After the Public Hung Parliament, One Man Has Cut the Noose
Confused by the recent post-election chaos? No need to fear, Niall Cruickshank is here with an easy-to-digest summary of the past few days and some of his thoughts.
On Tuesday May 11 at 20:35 BST, David Cameron was appointed the new Prime Minister of Great Britain, bringing to an end of five days of uncertainty and speculation. Gordon Brown gave a very gracious resignation statement; when the moment came I felt a little sad inside.
Over the past few days the Liberal Democrats and Conservatives have been meeting to form a coalition government. The Liberal Democrats were the ‘kingmakers’ and the whole thing hinged on whether a deal could be done with the Conservatives. When the Liberal Democrats announced they were seeking formal negotiations with the Labour Party, most people were not pleased, accusing Nick Clegg of double dealing and playing both the Conservatives and Labour. The Liberal Democrats should have spoken to Labour only after talks with the Conservatives had broken down, this made me fearful that uncertainty would happen for a few more days, but it was ended last night.
What has undoubtedly made the speculation and uncertainty worse was the lack of hard information that we received, we only received short statements which were very vague, buzzwords such as ‘constructive’ were bound around leaving us to ponder what exactly was happening, secrecy was essential but in this new politics a little more transparency would have been useful.
A Labour-Liberal Democrat pact would have not worked. It would be rejected by the public, do damage to the Liberal Democrats and would still have been short of an overall majority.

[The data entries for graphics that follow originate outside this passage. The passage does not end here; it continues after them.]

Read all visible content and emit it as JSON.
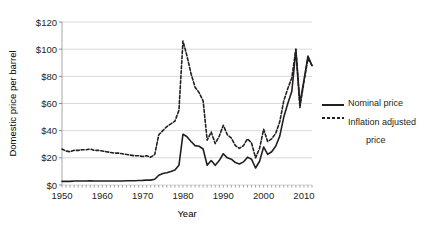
{
  "chart_data": {
    "type": "line",
    "title": "",
    "xlabel": "Year",
    "ylabel": "Domestic price per barrel",
    "xlim": [
      1950,
      2012
    ],
    "ylim": [
      0,
      120
    ],
    "grid": true,
    "legend_position": "right",
    "y_ticks": [
      "$0",
      "$20",
      "$40",
      "$60",
      "$80",
      "$100",
      "$120"
    ],
    "y_tick_values": [
      0,
      20,
      40,
      60,
      80,
      100,
      120
    ],
    "x_ticks": [
      "1950",
      "1960",
      "1970",
      "1980",
      "1990",
      "2000",
      "2010"
    ],
    "x_tick_values": [
      1950,
      1960,
      1970,
      1980,
      1990,
      2000,
      2010
    ],
    "colors": {
      "nominal": "#231f20",
      "adjusted": "#231f20",
      "grid": "#d9d9d9",
      "background": "#ffffff"
    },
    "x": [
      1950,
      1951,
      1952,
      1953,
      1954,
      1955,
      1956,
      1957,
      1958,
      1959,
      1960,
      1961,
      1962,
      1963,
      1964,
      1965,
      1966,
      1967,
      1968,
      1969,
      1970,
      1971,
      1972,
      1973,
      1974,
      1975,
      1976,
      1977,
      1978,
      1979,
      1980,
      1981,
      1982,
      1983,
      1984,
      1985,
      1986,
      1987,
      1988,
      1989,
      1990,
      1991,
      1992,
      1993,
      1994,
      1995,
      1996,
      1997,
      1998,
      1999,
      2000,
      2001,
      2002,
      2003,
      2004,
      2005,
      2006,
      2007,
      2008,
      2009,
      2010,
      2011,
      2012
    ],
    "series": [
      {
        "name": "Nominal price",
        "style": "solid",
        "values": [
          2.7,
          2.7,
          2.7,
          2.9,
          2.9,
          2.9,
          2.9,
          3.1,
          3.0,
          3.0,
          3.0,
          3.0,
          3.0,
          3.0,
          3.0,
          3.0,
          3.1,
          3.1,
          3.1,
          3.3,
          3.4,
          3.6,
          3.6,
          4.2,
          7.2,
          8.4,
          9.0,
          10.0,
          11.0,
          14.5,
          37.4,
          35.5,
          32.0,
          29.0,
          28.5,
          26.5,
          14.5,
          18.0,
          14.5,
          18.0,
          23.0,
          20.0,
          19.0,
          16.5,
          15.5,
          17.0,
          20.5,
          19.0,
          12.5,
          17.5,
          28.0,
          22.5,
          24.5,
          28.5,
          36.0,
          50.0,
          60.0,
          69.0,
          99.5,
          60.0,
          77.0,
          95.0,
          88.0
        ]
      },
      {
        "name": "Inflation adjusted price",
        "style": "dashed",
        "values": [
          26.5,
          25.0,
          24.5,
          25.5,
          25.5,
          26.0,
          26.0,
          26.5,
          25.5,
          25.5,
          25.0,
          24.5,
          24.0,
          23.5,
          23.5,
          23.0,
          22.5,
          22.0,
          21.5,
          21.5,
          21.0,
          21.5,
          20.5,
          22.5,
          37.0,
          40.0,
          43.0,
          45.0,
          47.0,
          55.0,
          106.0,
          95.0,
          82.0,
          72.0,
          68.0,
          62.0,
          33.0,
          39.0,
          30.5,
          36.0,
          44.0,
          37.0,
          34.5,
          29.0,
          27.0,
          29.0,
          34.0,
          31.0,
          20.0,
          27.0,
          41.0,
          32.0,
          34.0,
          38.0,
          46.5,
          62.0,
          71.0,
          79.0,
          100.0,
          57.0,
          76.0,
          93.0,
          88.0
        ]
      }
    ]
  },
  "legend": {
    "entries": [
      {
        "label": "Nominal price"
      },
      {
        "label": "Inflation adjusted",
        "label2": "price"
      }
    ]
  }
}
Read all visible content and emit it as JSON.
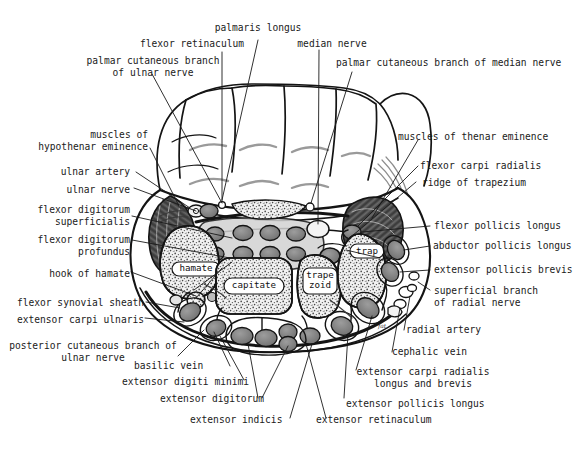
{
  "figure": {
    "ink_color": "#1a1a1a",
    "paper_color": "#ffffff",
    "muscle_fill": "#6f6f6f",
    "bone_fill": "#e8e8e8",
    "tendon_fill": "#8c8c8c",
    "sheath_fill": "#9a9a9a"
  },
  "labels": {
    "top": [
      {
        "id": "palmaris-longus",
        "text": "palmaris longus"
      },
      {
        "id": "flexor-retinaculum",
        "text": "flexor retinaculum"
      },
      {
        "id": "median-nerve",
        "text": "median nerve"
      },
      {
        "id": "palmar-cutaneous-branch-ulnar-nerve",
        "text": "palmar cutaneous branch\nof ulnar nerve"
      },
      {
        "id": "palmar-cutaneous-branch-median-nerve",
        "text": "palmar cutaneous branch of median nerve"
      }
    ],
    "left": [
      {
        "id": "muscles-of-hypothenar-eminence",
        "text": "muscles of\nhypothenar eminence"
      },
      {
        "id": "ulnar-artery",
        "text": "ulnar artery"
      },
      {
        "id": "ulnar-nerve",
        "text": "ulnar nerve"
      },
      {
        "id": "flexor-digitorum-superficialis",
        "text": "flexor digitorum\nsuperficialis"
      },
      {
        "id": "flexor-digitorum-profundus",
        "text": "flexor digitorum\nprofundus"
      },
      {
        "id": "hook-of-hamate",
        "text": "hook of hamate"
      },
      {
        "id": "flexor-synovial-sheath",
        "text": "flexor synovial sheath"
      },
      {
        "id": "extensor-carpi-ulnaris",
        "text": "extensor carpi ulnaris"
      },
      {
        "id": "posterior-cutaneous-branch-ulnar-nerve",
        "text": "posterior cutaneous branch of\nulnar nerve"
      }
    ],
    "right": [
      {
        "id": "muscles-of-thenar-eminence",
        "text": "muscles of thenar eminence"
      },
      {
        "id": "flexor-carpi-radialis",
        "text": "flexor carpi radialis"
      },
      {
        "id": "ridge-of-trapezium",
        "text": "ridge of trapezium"
      },
      {
        "id": "flexor-pollicis-longus",
        "text": "flexor pollicis longus"
      },
      {
        "id": "abductor-pollicis-longus",
        "text": "abductor pollicis longus"
      },
      {
        "id": "extensor-pollicis-brevis",
        "text": "extensor pollicis brevis"
      },
      {
        "id": "superficial-branch-radial-nerve",
        "text": "superficial branch\nof radial nerve"
      },
      {
        "id": "radial-artery",
        "text": "radial artery"
      },
      {
        "id": "cephalic-vein",
        "text": "cephalic vein"
      },
      {
        "id": "extensor-carpi-radialis-longus-brevis",
        "text": "extensor carpi radialis\nlongus and brevis"
      },
      {
        "id": "extensor-pollicis-longus",
        "text": "extensor pollicis longus"
      }
    ],
    "bottom": [
      {
        "id": "basilic-vein",
        "text": "basilic vein"
      },
      {
        "id": "extensor-digiti-minimi",
        "text": "extensor digiti minimi"
      },
      {
        "id": "extensor-digitorum",
        "text": "extensor digitorum"
      },
      {
        "id": "extensor-indicis",
        "text": "extensor indicis"
      },
      {
        "id": "extensor-retinaculum",
        "text": "extensor retinaculum"
      }
    ],
    "inline": [
      {
        "id": "bone-hamate",
        "text": "hamate"
      },
      {
        "id": "bone-capitate",
        "text": "capitate"
      },
      {
        "id": "bone-trapezoid",
        "text": "trape\nzoid"
      },
      {
        "id": "bone-trapezium",
        "text": "trap"
      },
      {
        "id": "fat-pad",
        "text": "fat"
      }
    ]
  }
}
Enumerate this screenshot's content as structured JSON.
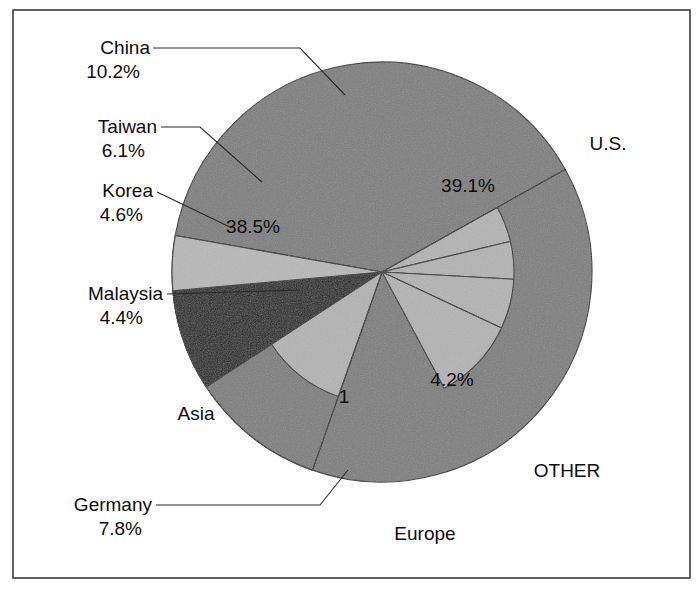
{
  "figure": {
    "background": "#ffffff",
    "frame": {
      "x": 13,
      "y": 10,
      "width": 677,
      "height": 568,
      "stroke": "#3a3a3a"
    }
  },
  "pie": {
    "cx": 382,
    "cy": 272,
    "radius": 210,
    "inner_radius": 132,
    "start_angle_deg": -80
  },
  "palette": {
    "region_gray": "#7d7d7d",
    "sub_light_gray": "#b3b3b3",
    "europe_dark": "#1f1f1f",
    "other_light": "#b8b8b8",
    "outline": "#2b2b2b",
    "text": "#0d0d0d"
  },
  "chart_data": {
    "type": "pie",
    "title": "",
    "subtitle": "",
    "xlabel": "",
    "ylabel": "",
    "legend_position": "callout-labels",
    "grid": false,
    "units": "percent",
    "total": 100,
    "regions": [
      {
        "name": "U.S.",
        "value": 39.1,
        "label": "U.S.",
        "pct_label": "39.1%",
        "color": "#7d7d7d"
      },
      {
        "name": "Asia",
        "value": 38.5,
        "label": "Asia",
        "pct_label": "38.5%",
        "color": "#7d7d7d"
      },
      {
        "name": "Europe",
        "value": 18.2,
        "label": "Europe",
        "pct_label": "1",
        "color": "#7d7d7d"
      },
      {
        "name": "OTHER",
        "value": 4.2,
        "label": "OTHER",
        "pct_label": "4.2%",
        "color": "#b8b8b8"
      }
    ],
    "categories": [
      "U.S.",
      "Asia",
      "Europe",
      "OTHER"
    ],
    "values": [
      39.1,
      38.5,
      18.2,
      4.2
    ],
    "sub_slices": [
      {
        "name": "China",
        "value": 10.2,
        "label": "China",
        "pct_label": "10.2%",
        "parent": "Asia"
      },
      {
        "name": "Taiwan",
        "value": 6.1,
        "label": "Taiwan",
        "pct_label": "6.1%",
        "parent": "Asia"
      },
      {
        "name": "Korea",
        "value": 4.6,
        "label": "Korea",
        "pct_label": "4.6%",
        "parent": "Asia"
      },
      {
        "name": "Malaysia",
        "value": 4.4,
        "label": "Malaysia",
        "pct_label": "4.4%",
        "parent": "Asia"
      },
      {
        "name": "Germany",
        "value": 7.8,
        "label": "Germany",
        "pct_label": "7.8%",
        "parent": "Europe"
      }
    ],
    "annotations": [
      {
        "text": "39.1%",
        "x": 468,
        "y": 192,
        "anchor": "middle",
        "inside": true,
        "name": "us-percent"
      },
      {
        "text": "38.5%",
        "x": 253,
        "y": 233,
        "anchor": "middle",
        "inside": true,
        "name": "asia-percent"
      },
      {
        "text": "4.2%",
        "x": 452,
        "y": 386,
        "anchor": "middle",
        "inside": true,
        "name": "other-percent"
      },
      {
        "text": "1",
        "x": 344,
        "y": 403,
        "anchor": "middle",
        "inside": true,
        "name": "europe-percent-clipped"
      }
    ]
  },
  "callouts": [
    {
      "name": "china",
      "label": "China",
      "pct": "10.2%",
      "label_x": 150,
      "label_y": 54,
      "pct_x": 140,
      "pct_y": 78,
      "anchor": "end",
      "leader": "M153,48 L300,48 L345,95"
    },
    {
      "name": "taiwan",
      "label": "Taiwan",
      "pct": "6.1%",
      "label_x": 157,
      "label_y": 133,
      "pct_x": 145,
      "pct_y": 157,
      "anchor": "end",
      "leader": "M161,127 L200,127 L262,182"
    },
    {
      "name": "korea",
      "label": "Korea",
      "pct": "4.6%",
      "label_x": 153,
      "label_y": 197,
      "pct_x": 143,
      "pct_y": 221,
      "anchor": "end",
      "leader": "M157,192 L232,228"
    },
    {
      "name": "malaysia",
      "label": "Malaysia",
      "pct": "4.4%",
      "label_x": 163,
      "label_y": 300,
      "pct_x": 143,
      "pct_y": 324,
      "anchor": "end",
      "leader": "M167,294 L300,290"
    },
    {
      "name": "germany",
      "label": "Germany",
      "pct": "7.8%",
      "label_x": 152,
      "label_y": 511,
      "pct_x": 142,
      "pct_y": 535,
      "anchor": "end",
      "leader": "M156,505 L320,505 L348,470"
    }
  ],
  "region_labels": [
    {
      "name": "us-label",
      "text": "U.S.",
      "x": 608,
      "y": 150,
      "anchor": "middle"
    },
    {
      "name": "asia-label",
      "text": "Asia",
      "x": 196,
      "y": 420,
      "anchor": "middle"
    },
    {
      "name": "other-label",
      "text": "OTHER",
      "x": 567,
      "y": 477,
      "anchor": "middle"
    },
    {
      "name": "europe-label",
      "text": "Europe",
      "x": 425,
      "y": 540,
      "anchor": "middle"
    }
  ]
}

To those who called Gordon Brown a squatter in No 10, would it have been preferable for Brown to go before negotiations between the Liberal Democrats and the Conservatives have concluded? Who would have run the country then? Cameron waltzing into No 10 and forming a minority government straight away? Brown was being a caretaker for the time being.
Now that Cameron is PM there is still a little uncertainty. A coalition is not an easy thing to maintain, especially after such a bitter campaign. I wish the new Prime Minister and his Cabinet well in sorting out the problems of the country.
(picture courtesy of The Prime Minster's Office @Flickr)
Winning twelve seats in the European Parliament at the 2009 elections, coming second only to the Conservatives in England, was a breakthrough for the party. Naturally, after that boost, UKIP wants to be taken seriously as an electoral force, and a viable alternative to the status quo on all political issues, not just through the anti-European Union stance for which the party is best known.
This aspiration is reasonable enough. Many parties have started out as pressure groups, standing in elections to make a point, to bring a particular issue into the political spotlight. The Green movement in Europe, the Northern League in Italy and the Bloc Québécois in Canada have all successfully morphed from single issue campaign groups into parties with a comprehensive manifesto and a desire not just to influence government, but to be part of it. UKIP has clearly decided these are the examples it must follow.
The problem is that once UKIP has made that choice and resolved to become a party campaigning on all issues, it has to see it through, and start taking itself seriously on that basis. The paperwork is there; the party’s manifesto contains pledges on seventeen different policy areas, from the NHS to pensions to transport. And whatever you think of the policies themselves (you can read a summary of the manifesto here - http://www.ukip.org/content/ukip-policies/1567-ukip-manifesto), most of the bases are covered.
But politicians and activists within UKIP just aren’t communicating this new identity effectively. In this election season, the party is coming across as a ranting, raving, aggressively anti-European group, still obsessed with a single issue. We’ve already seen Nigel Farage’s bizarre tirade against the European Council President, Herman van Rompuy, in February. However outraged he is that an unelected politician is so influential in Europe, Farage’s outburst seemed unprofessional, hysterical, and against the politeness which UKIP identifies as “part of Britishness” in its own publications (http://www.ukip.org/media/pdf/Britishness.pdf).
Now Lord Pearson of Rannoch, who replaced Farage as leader of UKIP in December, has given on the BBC’s Campaign Show. Lord Pearson was completely unwilling to discuss much of his own party’s manifesto, such as their policy on crime, because he wanted to focus only on Europe, which is UKIP’s safer ground. When he was pressed on the manifesto, Lord Pearson implied that he hadn’t developed most of the policies himself, and though he did claim to have read the manifesto in full, his unwillingness to defend it made for a less than convincing party leader.
UKIP must stop playing games with the electorate. It is the party’s right to choose whether to be a protest group or an alternative government. But if they pretend to be something they’re not, UKIP politicians can expect voters to leave them out in the cold.